The British team will run a temporary colour scheme at the next two F1 races in Monaco and Spain, which incorporates the three livery designs of its cars that won the 1974 Indianapolis 500, the 1984 Monaco GP and the 1995 Le Mans 24 Hours.
It had faced a tight turnaround to change the vinyl wrapping that McLaren uses to add its livery to its chassis aerodynamic surfaces given the Imola event was set to be the first round of F1’s first triple header of the 2023 season.
Once the race in north-eastern Italy was cancelled, following what has been described as the worst flooding in the country in a century, teams were eventually allowed back into the paddock to retrieve their cars and equipment and send that on to Monaco for this weekend’s race.
McLaren had always planned to change its livery at a facility away from its Woking base following the Imola event, but instead was able to get started a day earlier once the bodywork panels from MCL60s that Lando Norris and Oscar Piastri will use in Monaco and at Barcelona had been recovered from the Imola track.
The work also included changing the colours of the spare panels and wings the team had been planning to transport through the first part of the planned triple header.
When asked to explain how it had to adapt its plans for incorporating the new livery onto the MCL60s by Autosport, McLaren Racing COO Piers Thynne replied: “We were in full ‘delivery mode’ into the Imola event and it was a very tricky situation for everyone in that region.
“It is important that we just reflect on was it the right call? And it absolutely was the right call to cancel that event.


■ Your assignment ■
Write the entries below out again exactly; any picture in them stays out.

■ Given data ■
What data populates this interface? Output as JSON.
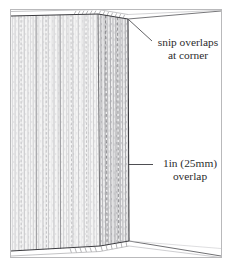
{
  "figure": {
    "background_color": "#ffffff",
    "frame_border_color": "#b9b9bb",
    "ink_color": "#2c2c2e",
    "fabric_fill_color": "#f2f2f2",
    "fabric_line_color": "#8d8d90"
  },
  "annotations": {
    "snip": {
      "line1": "snip overlaps",
      "line2": "at corner"
    },
    "overlap": {
      "line1": "1in (25mm)",
      "line2": "overlap"
    }
  },
  "measurements": {
    "overlap_imperial": "1in",
    "overlap_metric": "25mm"
  }
}
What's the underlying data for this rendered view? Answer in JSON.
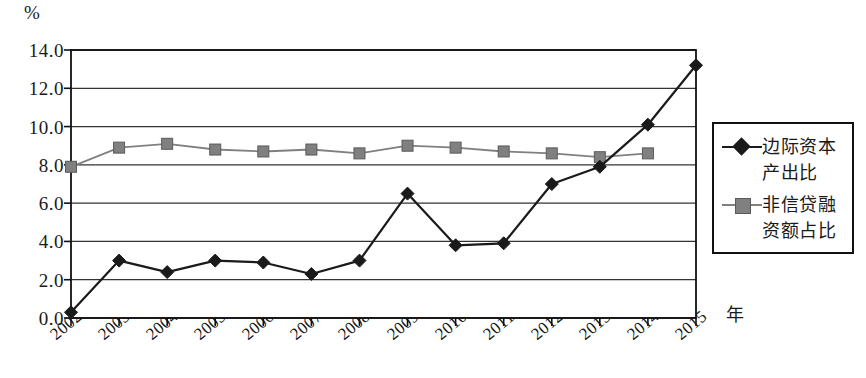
{
  "chart_data": {
    "type": "line",
    "title": "",
    "subtitle": "",
    "xlabel": "年",
    "ylabel": "%",
    "grid": true,
    "legend_position": "right",
    "xlim": [
      2002,
      2015
    ],
    "ylim": [
      0.0,
      14.0
    ],
    "ytick_step": 2.0,
    "categories": [
      "2002",
      "2003",
      "2004",
      "2005",
      "2006",
      "2007",
      "2008",
      "2009",
      "2010",
      "2011",
      "2012",
      "2013",
      "2014",
      "2015"
    ],
    "ytick_labels": [
      "0.0",
      "2.0",
      "4.0",
      "6.0",
      "8.0",
      "10.0",
      "12.0",
      "14.0"
    ],
    "series": [
      {
        "name": "边际资本\n产出比",
        "marker": "diamond",
        "color": "#1a1a1a",
        "values": [
          0.3,
          3.0,
          2.4,
          3.0,
          2.9,
          2.3,
          3.0,
          6.5,
          3.8,
          3.9,
          7.0,
          7.9,
          10.1,
          13.2
        ]
      },
      {
        "name": "非信贷融\n资额占比",
        "marker": "square",
        "color": "#808080",
        "values": [
          7.9,
          8.9,
          9.1,
          8.8,
          8.7,
          8.8,
          8.6,
          9.0,
          8.9,
          8.7,
          8.6,
          8.4,
          8.6,
          null
        ]
      }
    ]
  },
  "axis": {
    "unit": "%",
    "x_axis_caption": "年"
  },
  "legend": {
    "entries": [
      {
        "label": "边际资本\n产出比",
        "marker": "diamond",
        "color": "#1a1a1a"
      },
      {
        "label": "非信贷融\n资额占比",
        "marker": "square",
        "color": "#808080"
      }
    ]
  }
}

■ Result for this task ■
What data populates this interface? Output as JSON.
{
  "figure": {
    "background_color": "#ffffff",
    "frame_border_color": "#b9b9bb",
    "ink_color": "#2c2c2e",
    "fabric_fill_color": "#f2f2f2",
    "fabric_line_color": "#8d8d90"
  },
  "annotations": {
    "snip": {
      "line1": "snip overlaps",
      "line2": "at corner"
    },
    "overlap": {
      "line1": "1in (25mm)",
      "line2": "overlap"
    }
  },
  "measurements": {
    "overlap_imperial": "1in",
    "overlap_metric": "25mm"
  }
}
What's the underlying data for this rendered view? Answer in JSON.
{
  "chart_data": {
    "type": "line",
    "title": "",
    "subtitle": "",
    "xlabel": "年",
    "ylabel": "%",
    "grid": true,
    "legend_position": "right",
    "xlim": [
      2002,
      2015
    ],
    "ylim": [
      0.0,
      14.0
    ],
    "ytick_step": 2.0,
    "categories": [
      "2002",
      "2003",
      "2004",
      "2005",
      "2006",
      "2007",
      "2008",
      "2009",
      "2010",
      "2011",
      "2012",
      "2013",
      "2014",
      "2015"
    ],
    "ytick_labels": [
      "0.0",
      "2.0",
      "4.0",
      "6.0",
      "8.0",
      "10.0",
      "12.0",
      "14.0"
    ],
    "series": [
      {
        "name": "边际资本\n产出比",
        "marker": "diamond",
        "color": "#1a1a1a",
        "values": [
          0.3,
          3.0,
          2.4,
          3.0,
          2.9,
          2.3,
          3.0,
          6.5,
          3.8,
          3.9,
          7.0,
          7.9,
          10.1,
          13.2
        ]
      },
      {
        "name": "非信贷融\n资额占比",
        "marker": "square",
        "color": "#808080",
        "values": [
          7.9,
          8.9,
          9.1,
          8.8,
          8.7,
          8.8,
          8.6,
          9.0,
          8.9,
          8.7,
          8.6,
          8.4,
          8.6,
          null
        ]
      }
    ]
  },
  "axis": {
    "unit": "%",
    "x_axis_caption": "年"
  },
  "legend": {
    "entries": [
      {
        "label": "边际资本\n产出比",
        "marker": "diamond",
        "color": "#1a1a1a"
      },
      {
        "label": "非信贷融\n资额占比",
        "marker": "square",
        "color": "#808080"
      }
    ]
  }
}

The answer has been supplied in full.